2023-06-19 13:59:30 +02:00
Jiapeng Chong
b9cb105e73 btrfs: scrub: remove more unused functions
These functions are defined in the scrub.c file, but last callers were
removed in e9255d6c40 ("btrfs: scrub: remove the old scrub recheck
code").

fs/btrfs/scrub.c:553:20: warning: unused function 'scrub_stripe_index_and_offset'.
fs/btrfs/scrub.c:543:19: warning: unused function 'scrub_nr_raid_mirrors'.

Reported-by: Abaci Robot <abaci@linux.alibaba.com>
Link: https://bugzilla.openanolis.cn/show_bug.cgi?id=4937
Signed-off-by: Jiapeng Chong <jiapeng.chong@linux.alibaba.com>
Reviewed-by: David Sterba <dsterba@suse.com>
Signed-off-by: David Sterba <dsterba@suse.com>
2023-06-19 13:59:26 +02:00
Qu Wenruo
b7f9945a14 btrfs: handle tree backref walk error properly
[BUG]
Smatch reports the following errors related to commit ("btrfs: output
affected files when relocation fails"):

	fs/btrfs/inode.c:283 print_data_reloc_error()
	error: uninitialized symbol 'ref_level'.

[CAUSE]
That part of code is mostly copied from scrub, but unfortunately scrub
code from the beginning is not doing the error handling properly.

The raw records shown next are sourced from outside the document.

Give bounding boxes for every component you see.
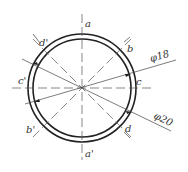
label-d: d bbox=[125, 123, 131, 134]
dim-line-inner bbox=[25, 60, 176, 104]
ring-section-diagram: a a' b b' c c' d d' φ18 φ20 bbox=[0, 0, 188, 172]
label-d-prime: d' bbox=[39, 37, 48, 48]
label-c: c bbox=[136, 76, 142, 87]
label-c-prime: c' bbox=[18, 75, 26, 86]
label-b: b bbox=[127, 43, 133, 54]
label-a: a bbox=[85, 18, 91, 29]
dim-label-outer: φ20 bbox=[152, 110, 175, 129]
dim-label-inner: φ18 bbox=[149, 48, 171, 64]
label-a-prime: a' bbox=[85, 148, 94, 159]
label-b-prime: b' bbox=[26, 124, 35, 135]
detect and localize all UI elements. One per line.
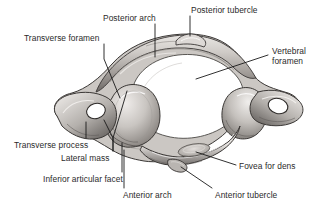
label-fovea-for-dens: Fovea for dens — [239, 162, 296, 172]
anatomical-figure: Transverse foramen Posterior arch Poster… — [0, 0, 315, 208]
label-posterior-arch: Posterior arch — [103, 14, 156, 24]
label-posterior-tubercle: Posterior tubercle — [191, 6, 258, 16]
label-transverse-foramen: Transverse foramen — [24, 34, 100, 44]
leader-anterior-tubercle — [181, 167, 212, 188]
right-transverse-process-region — [250, 90, 303, 125]
label-anterior-tubercle: Anterior tubercle — [215, 191, 277, 201]
label-lateral-mass: Lateral mass — [61, 154, 110, 164]
label-inferior-articular-facet: Inferior articular facet — [43, 175, 123, 185]
left-transverse-process-region — [54, 92, 116, 139]
label-transverse-process: Transverse process — [14, 141, 88, 151]
label-anterior-arch: Anterior arch — [123, 191, 172, 201]
label-vertebral-foramen-line2: foramen — [272, 57, 303, 67]
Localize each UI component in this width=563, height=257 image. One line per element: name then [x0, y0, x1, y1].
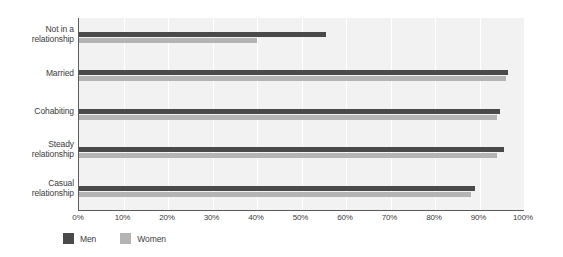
- category-label-line: Not in a: [0, 24, 74, 34]
- bar-group: [79, 172, 524, 210]
- x-tick-label: 50%: [293, 213, 309, 222]
- bar-men: [79, 186, 524, 191]
- legend-item-women[interactable]: Women: [120, 233, 166, 244]
- bar-segment: [79, 153, 497, 158]
- category-label-line: relationship: [0, 34, 74, 44]
- category-label: Steadyrelationship: [0, 139, 74, 159]
- x-tick-label: 30%: [204, 213, 220, 222]
- bar-women: [79, 153, 524, 158]
- x-tick-label: 70%: [382, 213, 398, 222]
- bar-women: [79, 38, 524, 43]
- x-tick-label: 10%: [115, 213, 131, 222]
- bar-men: [79, 109, 524, 114]
- legend-swatch-icon: [63, 233, 74, 244]
- x-tick-label: 0%: [72, 213, 83, 222]
- gridline: [524, 18, 525, 210]
- category-label: Casualrelationship: [0, 178, 74, 198]
- bar-men: [79, 70, 524, 75]
- legend-label: Men: [80, 234, 96, 244]
- category-label-line: relationship: [0, 149, 74, 159]
- bar-segment: [79, 186, 475, 191]
- category-label-line: relationship: [0, 188, 74, 198]
- category-label-line: Married: [0, 68, 74, 78]
- x-tick-label: 90%: [471, 213, 487, 222]
- category-label-line: Cohabiting: [0, 106, 74, 116]
- legend-swatch-icon: [120, 233, 131, 244]
- bar-segment: [79, 115, 497, 120]
- legend-label: Women: [137, 234, 166, 244]
- bar-women: [79, 192, 524, 197]
- bar-women: [79, 115, 524, 120]
- bar-men: [79, 32, 524, 37]
- category-label: Cohabiting: [0, 106, 74, 116]
- x-axis-tick-labels: 0%10%20%30%40%50%60%70%80%90%100%: [78, 213, 523, 227]
- bar-women: [79, 76, 524, 81]
- bar-group: [79, 133, 524, 171]
- bar-chart: Not in arelationshipMarriedCohabitingSte…: [0, 0, 563, 257]
- chart-legend: MenWomen: [63, 233, 166, 244]
- bar-segment: [79, 147, 504, 152]
- category-label-line: Steady: [0, 139, 74, 149]
- bar-group: [79, 18, 524, 56]
- bar-segment: [79, 70, 508, 75]
- bar-segment: [79, 76, 506, 81]
- bar-segment: [79, 109, 500, 114]
- bar-men: [79, 147, 524, 152]
- bar-segment: [79, 32, 326, 37]
- category-axis-labels: Not in arelationshipMarriedCohabitingSte…: [0, 18, 74, 210]
- bar-group: [79, 95, 524, 133]
- x-tick-label: 60%: [337, 213, 353, 222]
- plot-area: [78, 18, 524, 211]
- x-tick-label: 100%: [513, 213, 533, 222]
- x-tick-label: 80%: [426, 213, 442, 222]
- legend-item-men[interactable]: Men: [63, 233, 96, 244]
- category-label: Not in arelationship: [0, 24, 74, 44]
- bar-segment: [79, 192, 471, 197]
- x-tick-label: 20%: [159, 213, 175, 222]
- bar-group: [79, 56, 524, 94]
- bar-segment: [79, 38, 257, 43]
- x-tick-label: 40%: [248, 213, 264, 222]
- category-label: Married: [0, 68, 74, 78]
- bar-rows: [79, 18, 524, 210]
- category-label-line: Casual: [0, 178, 74, 188]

The offending code looks like this:

	do {
		ret = tree_backref_for_extent();
		btrfs_warn_rl();
	} while (ret != 1);

There are several problems involved:

- No error handling
  If that tree_backref_for_extent() failed, we would output the same
  error again and again, never really exit as it requires ret == 1 to
  exit.

- Always do one extra output
  As tree_backref_for_extent() only return > 0 if there is no more
  backref item.
  This means after the last item we hit, we would output an invalid
  error message for ret > 0 case.

[FIX]
Fix the old code by:

- Move @ref_root and @ref_level into the if branch
  And do not initialize them, so we can catch such uninitialized values
  just like what we do in the inode.c

- Explicitly check the return value of tree_backref_for_extent()
  And handle ret < 0 and ret > 0 cases properly.

- No more do {} while () loop
  Instead go while (true) {} loop since we will handle @ret manually.

Reported-by: Dan Carpenter <dan.carpenter@linaro.org>
Signed-off-by: Qu Wenruo <wqu@suse.com>
Reviewed-by: David Sterba <dsterba@suse.com>
Signed-off-by: David Sterba <dsterba@suse.com>
2023-06-19 13:59:26 +02:00
Qu Wenruo
94ead93e63 btrfs: scrub: use recovered data stripes as cache to avoid unnecessary read
For P/Q stripe scrub, we have quite some duplicated read IO:

- Data stripes read for verification
  This is triggered by the scrub_submit_initial_read() inside
  scrub_raid56_parity_stripe().

- Data stripes read (again) for P/Q stripe verification
  This is triggered by scrub_assemble_read_bios() from scrub_rbio().

  Although we can have hit rbio cache and avoid unnecessary read, the
  chance is very low, as scrub would easily flush the whole rbio cache.

This means, even we're just scrubbing a single P/Q stripe, we would read
the data stripes twice for the best case scenario.  If we need to
recover some data stripes, it would cause more reads on the same data
stripes, again and again.

However before we call raid56_parity_submit_scrub_rbio() we already
have all data stripes repaired and their contents ready to use.
But RAID56 cache is unaware about the scrub cache, thus RAID56 layer
itself still needs to re-read the data stripes.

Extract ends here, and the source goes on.